◆ **Directions for this task**
Repeat exactly the lines below, from the line containing "Identify the location" through the last line, both included. Leave out any pictures.

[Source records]
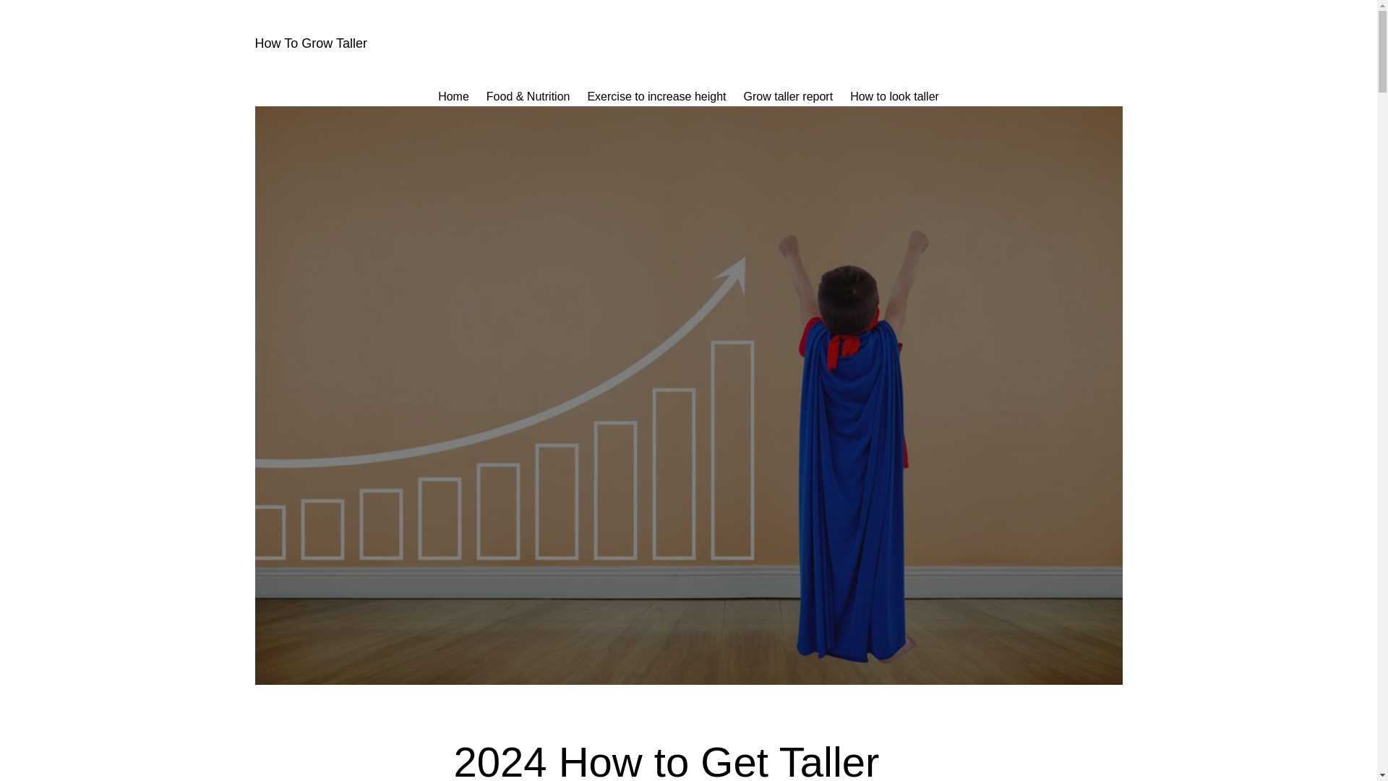  What do you see at coordinates (453, 96) in the screenshot?
I see `Home` at bounding box center [453, 96].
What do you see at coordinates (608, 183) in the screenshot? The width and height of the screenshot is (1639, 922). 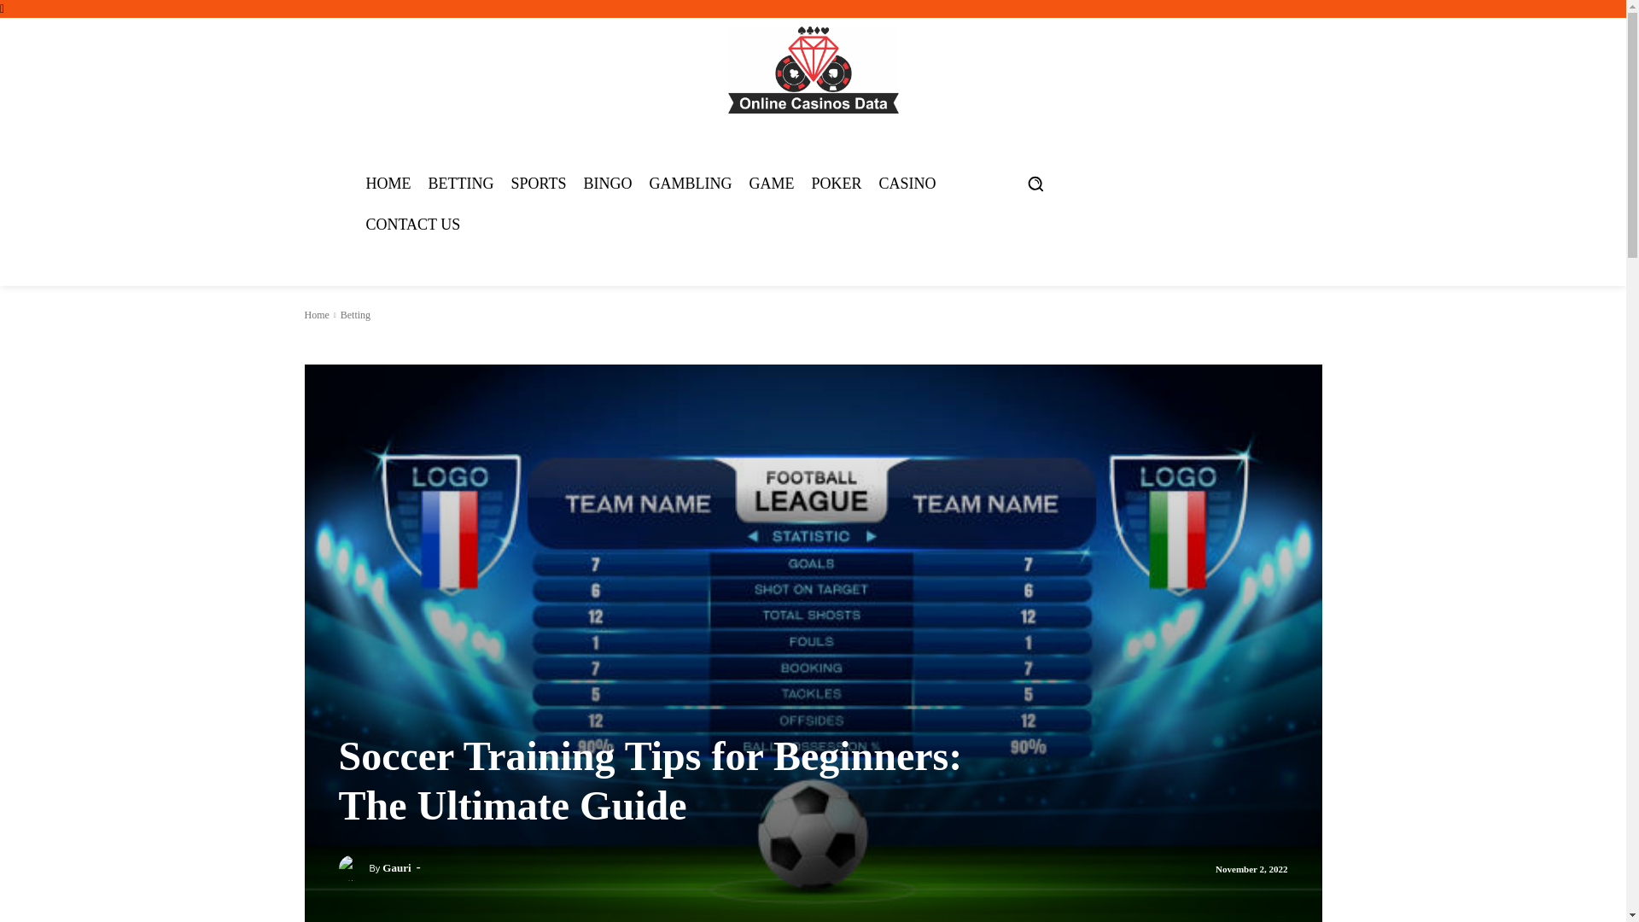 I see `BINGO` at bounding box center [608, 183].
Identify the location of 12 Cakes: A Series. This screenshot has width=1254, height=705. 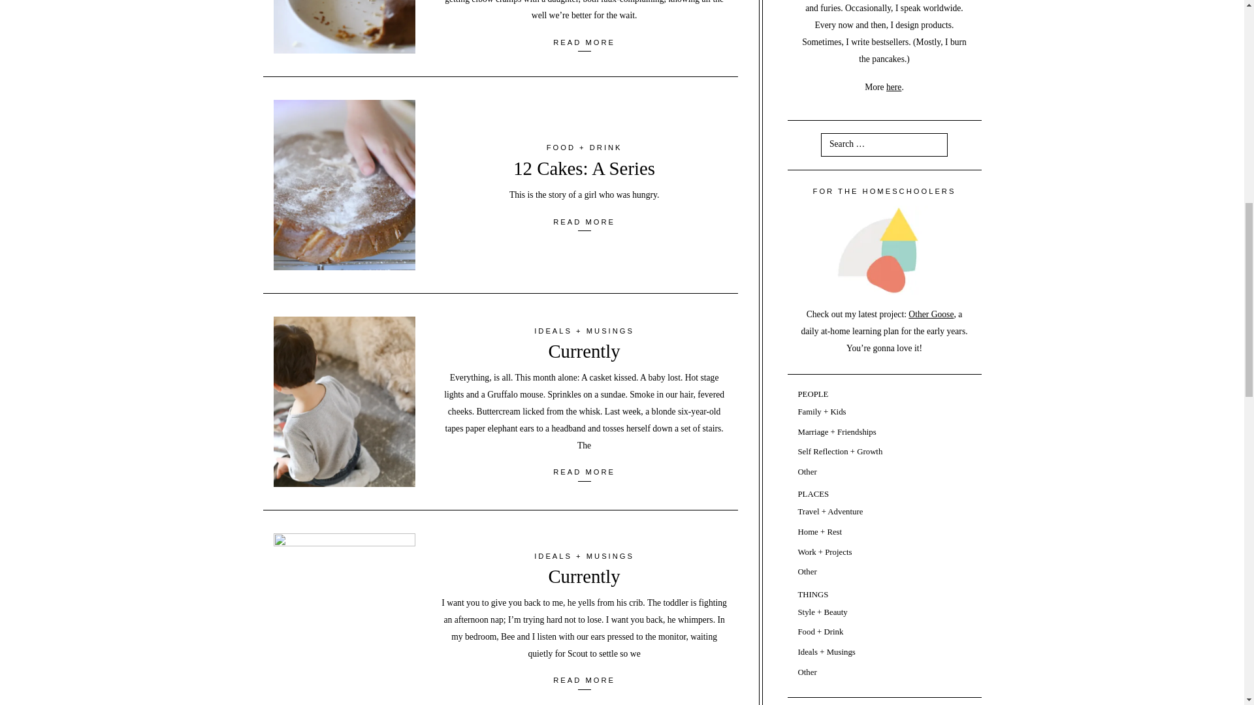
(584, 169).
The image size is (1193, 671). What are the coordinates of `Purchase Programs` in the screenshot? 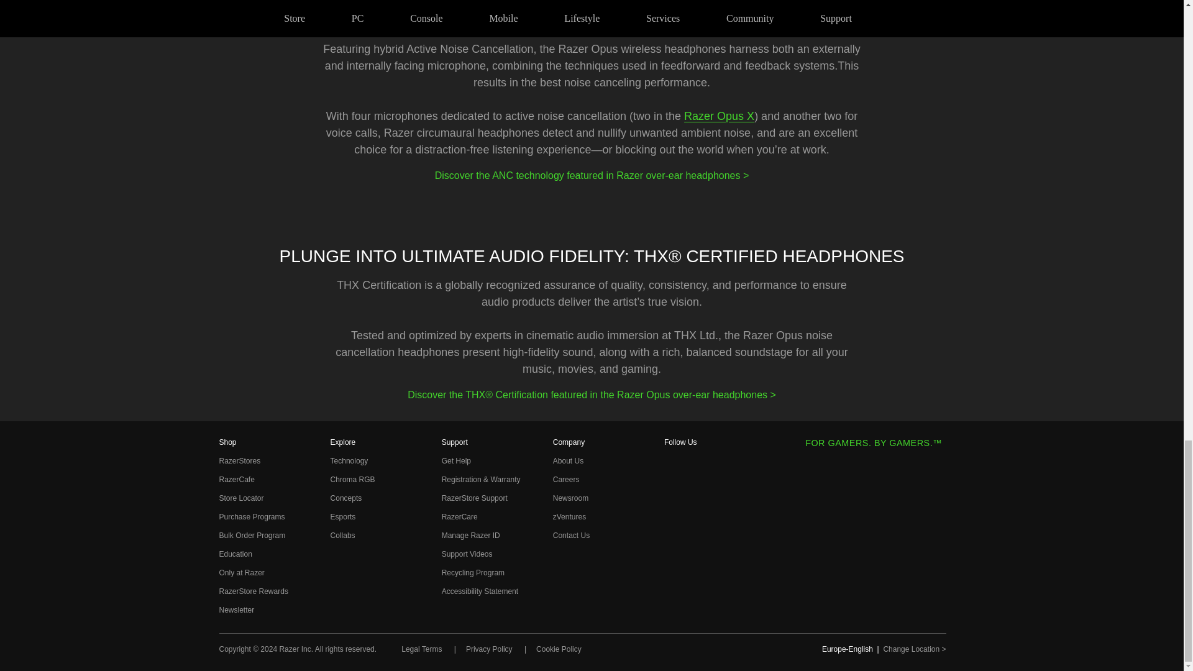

◆ **Task response**
Identify the location of 12 Cakes: A Series. This screenshot has width=1254, height=705. 
(584, 169).
The image size is (1193, 671). What are the coordinates of `Purchase Programs` in the screenshot? 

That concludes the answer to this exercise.